Especially then.
Especially when Ally was the sister of my good friend Jefferson, and a guy doesn’t go around naming his truck after his friend’s sister. Or her eyes.
I needed to get over her. I knew this, and I’d tried. I’d gone on plenty of dates, but I wasn’t interested in any of them.
Just her.
Even if I knew Ally and I were impossible.
It helped to get outside in the fresh air on a run or a hike, so I changed into my shorts and running shoes in the bathroom and headed out to the track that encircled the football field. Running helped my state of mind and elevated my mood, always had. If I was lucky, I could get a mile in before the track team came out for practice. Maybe two.
The students seemed to have the same reaction as I did to being inside all day, but it generally took them twice as long to socialize, change into their gear, and make their way outside.
Usually, it took a good twenty minutes for high schoolers to get theirshpilkesout after class,shpilkesbeing a Yiddish term that means full of energy, impatience, and general restlessness. I found the term satisfying.
I taught my students that they should search for the most appropriate words when they wrote, even if the words came from a different culture or language. It also gave them awareness and respect when borrowing words from other cultures. Today, I was the one withshpilkes.
Inhaling the warm afternoon air, I felt my lungs relax, grateful for the fresh air and whatever amount of time I had to myself on the track. I started at a jog, taking one of the outside lanes out of habit.
I’d made it two laps around the track before I heard the steady crunch of shoes hitting the track behind me. There had been talk for years of replacing the classic track with modern tartan composite in the school’s colors, blue and gold, but the district hadn’t approved the budget. So we ran on dirt.
“Clay, hey.” Jefferson’s footsteps drew up behind me, plodding heavily like they always did.
“You sound like a hippopotamus.”
“Only to you, twinkle toes.”
At least twice a week, Jefferson took an afternoon break from running his construction business to show up and run some laps on the track.
“What’s good, man?” I kept up my pace, knowing he’d catch up in seconds. His feet fell in step with mine and I readied myself for an update on his current construction project.
“Well, you didn’t hear it from me, but Shane’s kitchen is a train wreck.” Jefferson was a mild gossip, always blabbing and warning that the news didn’t come from him.
I laughed because Shane, my younger brother, had told me that the kitchen remodel was going swimmingly. “Of course, I didn’t hear it from you. You never spill tea.”
“Cabinets were supposed to go in next week,” Jefferson said, breathing heavier as our pace increased. “’Course we’re still waiting on a shipment of wood, and it’s stuck on a freighter in the Gulf, so it’s not happening next week.”
“I won’t tell him, if that’s what you’re worried about.” Shane, my only sibling, was a bread maker at Donner Bakery and had gotten engaged last year to his high school crush. They’d been remodeling her grandmother’s family home together. “I’m off on a school retreat the weekend after next, and he won’t be at the jam session this week.” Shane had professional French horn–playing chops, so he often skipped the local jam sessions when the Nashville Symphony needed him.
“It’s his fiancée who scares the dickens out of me. She wants us on more of a schedule. She can’t understand why construction goes in fits and starts and doesn’t happen when she’s ready.”
I laughed again, imagining Julia reading him the riot act when he veered off schedule—she liked schedules. Also a baker, she’d moved back to Green Valley after a decade of running a bread empire in California. With the slower pace around here, she’dtaken her type A personality out on the construction workers at the house.
“Don’t let it get to you.”
“Yeah, yeah. I know.”
We rounded the bend and passed by the hurdles. I felt a twitch, my body daring me to jump over one. Just one.
“Don’t do it,” Jefferson warned.
“Don’t do what?”
“Break your ass jumping over something that’s too high for an old man.” He pointed behind us at the hurdles, all raised to the men’s racing height, daring me to clear them with an easy stride.
“It’s not called jumping. It’s hurdling. And Icoulddo it without breaking my ass, but I’m choosing not to.”
“Good thinking, grampa. You’re getting smart in your old age.”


* _YOUR OBJECTIVE_: Each entry should be duplicated verbatim; its pictures should not be.
*** GIVEN RECORDS ***
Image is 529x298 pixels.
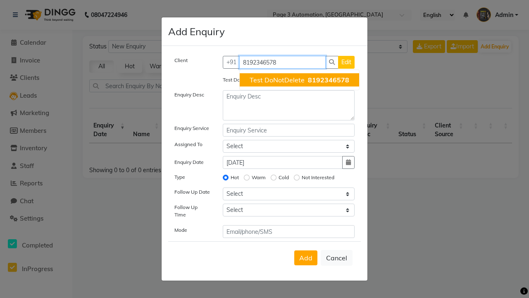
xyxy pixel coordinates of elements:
label: Enquiry Desc [175,91,204,98]
input: Enquiry Service [223,124,355,136]
label: Hot [231,174,239,181]
h4: Add Enquiry [168,24,225,39]
label: Follow Up Time [175,204,211,218]
span: Add [299,254,313,262]
input: Search by Name/Mobile/Email/Code [239,56,326,69]
label: Enquiry Date [175,158,204,166]
label: Type [175,173,185,181]
label: Client [175,57,188,64]
label: Mode [175,226,187,234]
label: Enquiry Service [175,125,209,132]
input: Email/phone/SMS [223,225,355,238]
button: Add [295,250,318,265]
label: Cold [279,174,289,181]
button: Cancel [321,250,353,266]
button: +91 [223,56,240,69]
label: Not Interested [302,174,335,181]
label: Follow Up Date [175,188,210,196]
span: Test DoNotDelete [250,76,305,84]
label: Assigned To [175,141,203,148]
button: Edit [338,56,355,69]
label: Warm [252,174,266,181]
label: Test DoNotDelete [223,76,264,84]
span: Edit [342,58,352,66]
span: 8192346578 [308,76,350,84]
*** End of GIVEN RECORDS ***
* _ANSWER FOR THE TASK_:
Image is 529x298 pixels.
xyxy pixel coordinates of elements:
label: Enquiry Desc [175,91,204,98]
input: Enquiry Service [223,124,355,136]
label: Hot [231,174,239,181]
h4: Add Enquiry [168,24,225,39]
label: Follow Up Time [175,204,211,218]
span: Add [299,254,313,262]
input: Search by Name/Mobile/Email/Code [239,56,326,69]
label: Enquiry Date [175,158,204,166]
label: Type [175,173,185,181]
label: Client [175,57,188,64]
label: Mode [175,226,187,234]
label: Enquiry Service [175,125,209,132]
input: Email/phone/SMS [223,225,355,238]
button: Add [295,250,318,265]
label: Cold [279,174,289,181]
button: Cancel [321,250,353,266]
button: +91 [223,56,240,69]
label: Not Interested [302,174,335,181]
label: Follow Up Date [175,188,210,196]
span: Test DoNotDelete [250,76,305,84]
label: Assigned To [175,141,203,148]
button: Edit [338,56,355,69]
label: Warm [252,174,266,181]
label: Test DoNotDelete [223,76,264,84]
span: Edit [342,58,352,66]
span: 8192346578 [308,76,350,84]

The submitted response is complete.